We want to push your commit up to a server. There’s a number of places we can put this, and they are free. Generally I use Github for my public stuff, and Bitbucket for my private stuff (both of which are free for their public and private use, respectively). There’s also Gitlab, which you can self host and there’s an online version, but I’m less familiar with its monetary aspects.
8.0.1. github
Go to Github and setup an account there. Follow their instructions for setting up an SSH key. This will take some time and that’s okay.
Once it’s done, you can create a new repository by going to their new repository page. Name the project “cat-hatred” (avoid spaces and caps!). You can leave the rest blank or default, and just click the create repository button. If you decided to go with something that’s not Github, that’s okay and the steps will likely be similar.
Once you did that successfully, you’ll be on a page that shows you what the
repository git URL is. For me, it’s
git@github.com:LoganBarnett/cat-hatred.git
. Yours will be similar but
using your username instead of mine. Make sure you use yours and not mine!
Okay?
Okay.
Copy that URL and go back to your terminal. You can add the repository to “origin”, which is kind of a default “remote” (we’ll dive into that more later).
$ git remote add origin git@github.com:LoganBarnett/cat-hatred.git
That’s what my command looks like - don’t forget that yours should be using your username so it will be different than mine!

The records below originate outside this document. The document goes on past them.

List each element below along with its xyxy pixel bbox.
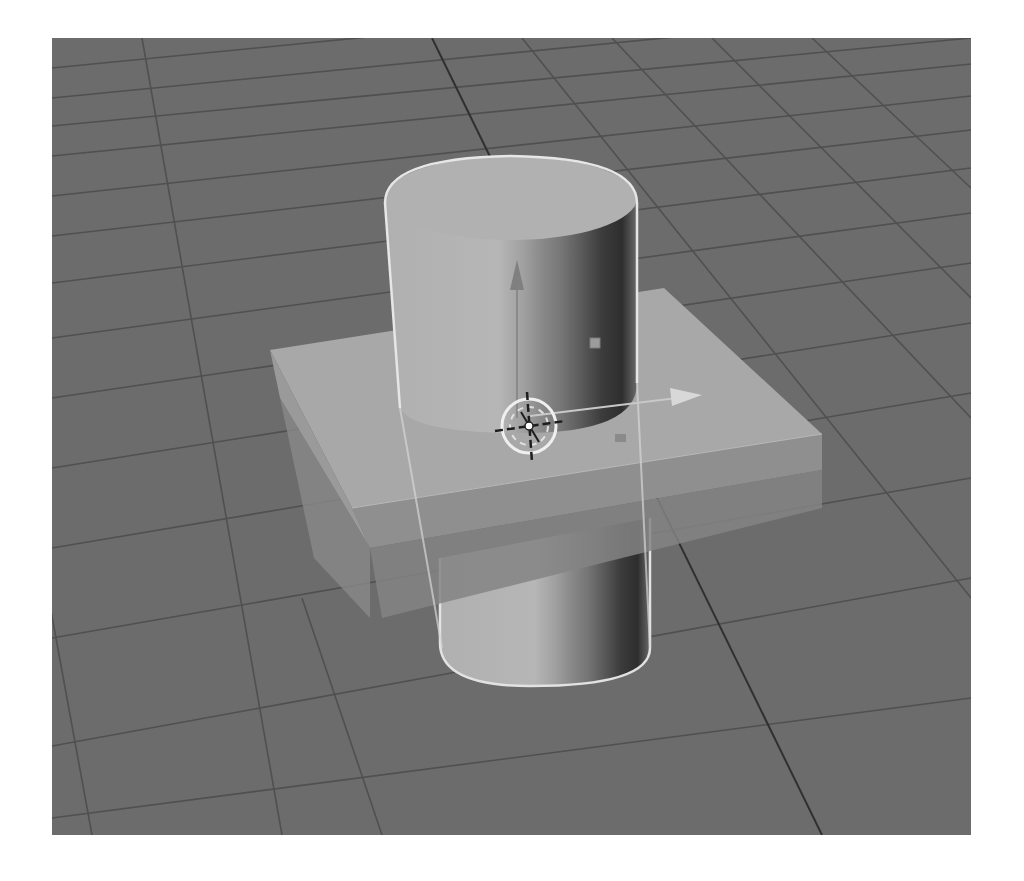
z-plane-handle[interactable] [590,338,600,348]
3d-viewport[interactable] [52,38,971,835]
x-plane-handle[interactable] [615,434,626,442]
viewport-canvas[interactable] [52,38,971,835]
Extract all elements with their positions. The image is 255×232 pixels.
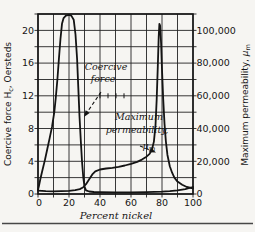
coercive-leader-line	[86, 92, 101, 114]
y-left-title-text: Coercive force H	[3, 92, 13, 166]
grid-lines	[35, 14, 197, 198]
annotation-permeability-line1: Maximum	[114, 111, 163, 122]
y-right-tick-40000: 40,000	[197, 123, 230, 134]
y-left-tick-4: 4	[28, 156, 34, 167]
x-axis-ticks: 0 20 40 60 80 100	[36, 197, 202, 208]
x-tick-20: 20	[63, 197, 75, 208]
annotation-coercive-line2: force	[90, 73, 116, 84]
y-left-tick-16: 16	[22, 57, 34, 68]
annotation-permeability-line2: permeability,	[106, 124, 169, 135]
figure-coercive-force-permeability-vs-nickel: 0 4 8 12 16 20 0 20,000 40,000 60,000 80…	[0, 0, 255, 232]
coercive-arrowhead-icon	[82, 110, 90, 118]
y-axis-left-ticks: 0 4 8 12 16 20	[22, 25, 34, 200]
y-left-title-units: , Oersteds	[3, 42, 13, 89]
x-tick-100: 100	[184, 197, 202, 208]
x-axis-title: Percent nickel	[79, 210, 153, 221]
y-left-tick-20: 20	[22, 25, 34, 36]
annotation-coercive-line1: Coercive	[85, 61, 128, 72]
y-right-tick-100000: 100,000	[197, 25, 236, 36]
y-right-tick-60000: 60,000	[197, 90, 230, 101]
x-tick-60: 60	[125, 197, 137, 208]
y-right-tick-20000: 20,000	[197, 156, 230, 167]
y-axis-right-title: Maximum permeability, μm	[240, 44, 252, 166]
x-tick-40: 40	[94, 197, 106, 208]
y-right-title-text: Maximum permeability,	[240, 56, 250, 166]
y-left-tick-12: 12	[22, 90, 34, 101]
x-tick-0: 0	[36, 197, 42, 208]
y-right-tick-80000: 80,000	[197, 57, 230, 68]
y-left-tick-8: 8	[28, 123, 34, 134]
y-axis-left-title: Coercive force Hc, Oersteds	[3, 42, 15, 166]
chart-canvas: 0 4 8 12 16 20 0 20,000 40,000 60,000 80…	[0, 0, 255, 232]
y-axis-right-ticks: 0 20,000 40,000 60,000 80,000 100,000	[197, 25, 236, 200]
x-tick-80: 80	[156, 197, 168, 208]
y-right-title-subscript: m	[244, 44, 252, 50]
annotation-coercive-force: Coercive force	[82, 61, 128, 118]
y-left-tick-0: 0	[28, 188, 34, 199]
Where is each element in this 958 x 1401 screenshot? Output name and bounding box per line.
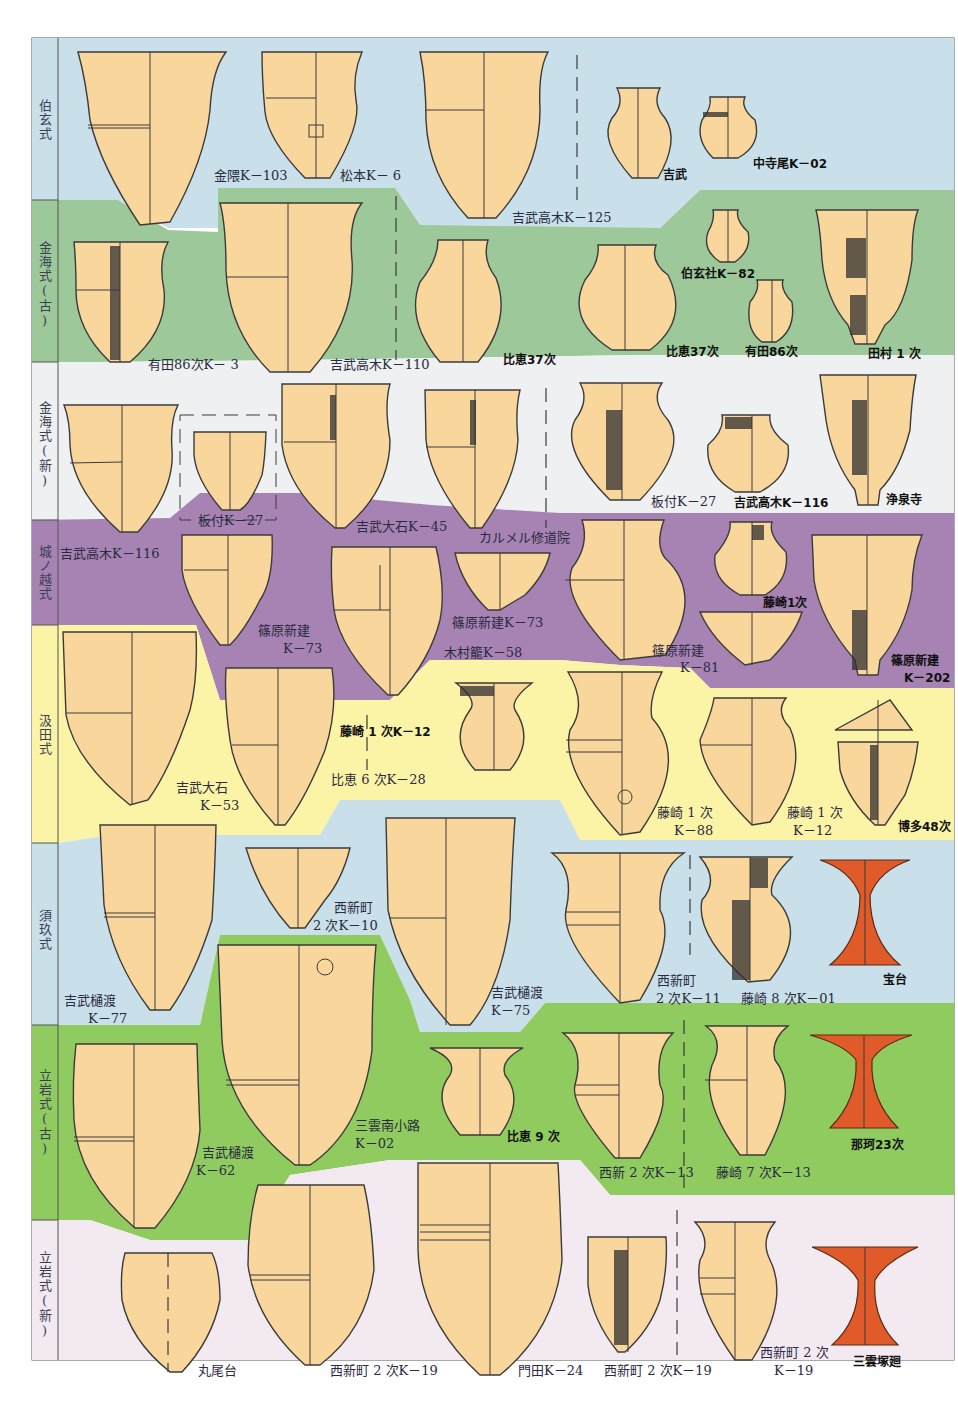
site-label: K－53 [200, 798, 239, 813]
site-label: 木村籠K－58 [444, 645, 522, 660]
site-label: 比恵37次 [666, 345, 719, 360]
phase-label-jonokoshi: 城ノ越式 [33, 535, 55, 610]
site-label: 西新町 2 次K－19 [330, 1363, 438, 1378]
site-label: 西新町 2 次 [760, 1345, 829, 1360]
site-label: 藤崎 1 次 [657, 805, 713, 820]
site-label: K－12 [793, 823, 832, 838]
site-label: 板付K－27 [198, 513, 263, 528]
site-label: K－81 [680, 660, 719, 675]
phase-label-kinkai-old: 金海式(古) [33, 225, 55, 345]
site-label: 比恵 9 次 [507, 1130, 560, 1145]
site-label: 吉武樋渡 [491, 985, 543, 1000]
site-label: 吉武大石K－45 [356, 519, 447, 534]
site-label: 藤崎1次 [763, 596, 807, 611]
site-label: 門田K－24 [518, 1363, 583, 1378]
phase-label-suku: 須玖式 [33, 890, 55, 970]
site-label: K－202 [904, 671, 950, 686]
site-label: 吉武高木K－110 [330, 357, 430, 372]
site-label: 藤崎 7 次K－13 [716, 1165, 811, 1180]
site-label: 篠原新建 [258, 623, 310, 638]
phase-label-kinkai-new: 金海式(新) [33, 395, 55, 495]
site-label: 篠原新建 [652, 643, 704, 658]
site-label: 浄泉寺 [886, 493, 922, 508]
site-label: 有田86次K－ 3 [148, 357, 239, 372]
site-label: 中寺尾K－02 [753, 157, 827, 172]
site-label: 吉武大石 [176, 780, 228, 795]
site-label: 西新町 [334, 900, 373, 915]
site-label: K－73 [283, 641, 322, 656]
site-label: 藤崎 1 次K－12 [340, 725, 431, 740]
site-label: 三雲塚廻 [853, 1355, 901, 1370]
site-label: 2 次K－11 [656, 991, 721, 1006]
site-label: 板付K－27 [651, 494, 716, 509]
site-label: 2 次K－10 [313, 918, 378, 933]
site-label: 西新 2 次K－13 [599, 1165, 694, 1180]
site-label: 篠原新建 [891, 654, 939, 669]
site-label: 丸尾台 [198, 1363, 237, 1378]
site-label: 吉武樋渡 [202, 1145, 254, 1160]
site-label: 西新町 [657, 973, 696, 988]
typology-chart: .pot{fill:#f9d79c;stroke:#3b3b3b;stroke-… [0, 0, 958, 1401]
site-label: 吉武高木K－116 [734, 496, 828, 511]
site-label: 田村 1 次 [868, 347, 921, 362]
site-label: K－77 [88, 1011, 127, 1026]
phase-label-tateiwa-old: 立岩式(古) [33, 1058, 55, 1168]
site-label: 吉武高木K－125 [512, 210, 612, 225]
site-label: K－02 [355, 1136, 394, 1151]
site-label: 吉武高木K－116 [60, 546, 160, 561]
site-label: 宝台 [883, 973, 907, 988]
site-label: 金隈K－103 [214, 168, 288, 183]
site-label: 藤崎 1 次 [787, 805, 843, 820]
site-label: 西新町 2 次K－19 [604, 1363, 712, 1378]
site-label: 比恵 6 次K－28 [331, 772, 426, 787]
site-label: 吉武 [663, 168, 687, 183]
site-label: 藤崎 8 次K－01 [741, 991, 836, 1006]
phase-label-tateiwa-new: 立岩式(新) [33, 1245, 55, 1345]
site-label: 吉武樋渡 [64, 993, 116, 1008]
site-label: 三雲南小路 [355, 1118, 420, 1133]
site-label: 伯玄社K－82 [681, 267, 755, 282]
site-label: K－19 [774, 1363, 813, 1378]
site-label: 有田86次 [745, 345, 798, 360]
site-label: K－88 [674, 823, 713, 838]
site-label: 比恵37次 [503, 353, 556, 368]
site-label: カルメル修道院 [479, 530, 570, 545]
phase-label-kumeda: 汲田式 [33, 705, 55, 765]
site-label: K－75 [491, 1003, 530, 1018]
site-label: 松本K－ 6 [340, 168, 401, 183]
site-label: K－62 [196, 1163, 235, 1178]
site-label: 篠原新建K－73 [452, 615, 543, 630]
phase-label-hakugen: 伯玄式 [33, 85, 55, 155]
site-label: 那珂23次 [851, 1138, 904, 1153]
site-label: 博多48次 [898, 820, 951, 835]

Once that’s done, we can do our first push with this command:
$ git push Counting objects: 7, done. Delta compression using up to 4 threads. Compressing objects: 100% (6/6), done. Writing objects: 100% (7/7), 4.26 KiB | 2.13 MiB/s, done. Total 7 (delta 0), reused 0 (delta 0) To github.com:LoganBarnett/cat-hatred.git * [new branch] master -> master
Assuming everything went without a hitch, you’ll see some output like that. It will take a couple of seconds typically, as now you’re reaching over a network. Congrats! You can even browse to your repo’s page on Github and see the source code there. Mine is here: https://github.com/LoganBarnett/cat-hatred
9. more, but…
There’s a lot more to git
than what I’ve shown you thus far, but now you
can continue to do work, commit files that you change or add, and push them to
your repository’s online copy. In the future I will share code with you using
git
. For a solo endeavor, the skillset you have now will suffice. Now we can
get back to making awesome software!